I have an annotation processor that looks for files that contain a certain annotation. The output of the processor is a single file, that references each such annotated file.
For example, if classes X, Y, and Z contain the annotation @Foo, then the @Foo processor will generate a file like:
class FooFiles {
Class[] getFooClasses() {
return new Class[]{X.class,Y.class,Z.class};
}
}
This works fine if I do a mvn clean compile
, since all classes are compiled and passed to the annotation processor.
But if the classes are up to date, and I modify just one (say the X class), then a mvn compile
will perform an incremental build, and since only X class is compiled, then only the X class gets passed to the annotation processor, and the generated file is:
class FooFiles {
Class[] getFooClasses() {
return new Class[]{X.class};
}
}
This is bad.
I'm using maven with maven-compiler-plugin
version 2.5.1, which seems to do incremental compilation.
If I update the maven-compiler-plugin
to version 3.1, then any change in one file results in compilation of all files, and this problem does not occur (although compiling all files when only one file has changed may not be the solution here, other developers will complain when a module with 10K+ files needs to recompiled from scratch because of one file change). I did try setting the useIncrementalCompilation
option to true
in the plugin's configuration, but it seems to recompile all files regardless.

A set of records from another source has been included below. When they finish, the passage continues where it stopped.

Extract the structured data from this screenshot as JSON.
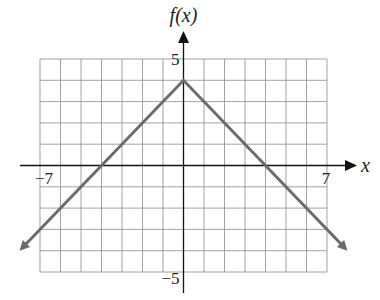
{
  "chart_data": {
    "type": "line",
    "title": "",
    "xlabel": "x",
    "ylabel": "f(x)",
    "xlim": [
      -7,
      7
    ],
    "ylim": [
      -5,
      5
    ],
    "grid": true,
    "tick_labels": {
      "x": [
        {
          "value": -7,
          "label": "−7"
        },
        {
          "value": 7,
          "label": "7"
        }
      ],
      "y": [
        {
          "value": 5,
          "label": "5"
        },
        {
          "value": -5,
          "label": "−5"
        }
      ]
    },
    "series": [
      {
        "name": "f(x)",
        "x": [
          -8,
          0,
          8
        ],
        "y": [
          -4,
          4,
          -4
        ],
        "vertex": [
          0,
          4
        ],
        "arrows_at_ends": true,
        "color": "#6b6b6b"
      }
    ]
  }
}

I modified my annotation processor so that it does not overwrite any existing generated file. This means that after a clean
then the correct provider file is generated containing X,Y, and Z references. But if just X changes, for example, then a new provider file is not generated. This allows incremental compilation, but at the expense of remembering to do a clean
where necessary.
I'm not sure if there's a general solution here, but I'm asking anyway. I guess what I really want is for the annotation processor to run over the target/classes
directory after the compile
phase. I might need to write a maven plugin for that, perhaps.